Quadro/GeForce there is no speed difference when comparing the same specification hardware in terms of cores/speed/RAM etc. It's the colour depth, and other professional features for rendering etc that make the Quadro cards more sought after. Something like Premier Pro isn't going to care which you use.

The thing about the Quadro card though is that you can have it running in multiple virtual machines at the same time. To do the same with gaming hardware and you'd need multiple GPUs.

I do think you are right about the Threadripper though. It'll save me a bit of money going for that.
 
I built my rig second hand, saving a lot of cash. I’ve no interest in upgrading for years.

I play games much less.
 
The thing about the Quadro card though is that you can have it running in multiple virtual machines at the same time. To do the same with gaming hardware and you'd need multiple GPUs.

I do think you are right about the Threadripper though. It'll save me a bit of money going for that.

Do you need GPU acceleration in more than one VM at a time?
What are you going to be using all these VM's for that you aren't doing currently?

SR-IOV/vDWS are certainly useful, but having it and using it are two different things.
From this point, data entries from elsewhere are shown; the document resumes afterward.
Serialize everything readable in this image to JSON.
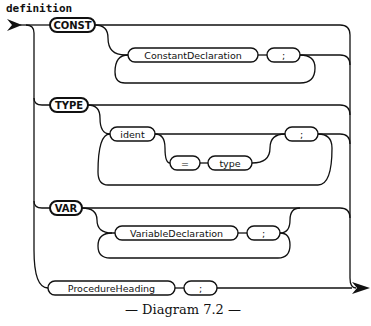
{
  "diagram": {
    "title": "definition",
    "caption": "— Diagram 7.2 —",
    "branches": [
      {
        "keyword": "CONST",
        "loop": [
          "ConstantDeclaration",
          ";"
        ]
      },
      {
        "keyword": "TYPE",
        "loop": [
          "ident",
          "=",
          "type",
          ";"
        ],
        "optional": [
          "=",
          "type"
        ]
      },
      {
        "keyword": "VAR",
        "loop": [
          "VariableDeclaration",
          ";"
        ]
      },
      {
        "sequence": [
          "ProcedureHeading",
          ";"
        ]
      }
    ],
    "labels": {
      "const": "CONST",
      "const_decl": "ConstantDeclaration",
      "const_semi": ";",
      "type": "TYPE",
      "ident": "ident",
      "equals": "=",
      "type_ref": "type",
      "type_semi": ";",
      "var": "VAR",
      "var_decl": "VariableDeclaration",
      "var_semi": ";",
      "proc_heading": "ProcedureHeading",
      "proc_semi": ";"
    }
  }
}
You then need to look at the cost of getting a Quadro card with the same horsepower as normal GeForce card, for example the Quadro RTX 4000 is basically an RTX 2070 but costs about £1k, it would actually be cheaper to have a multi-GPU configuration if you need more speed than the equivalent of a single RTX 2070 can offer in a single VM instance. I'm not saying that the Quadro 4000 supports what you want to achieve btw.
 
EPYC will be slower for editing than a TR due to clock speed deficiency.

That's not necessarily correct. If the application can use the multiple cores, the Epyc CPU may well be faster due to more cores. Hexus have an interesting article on the new Rome Epyc CPUs here.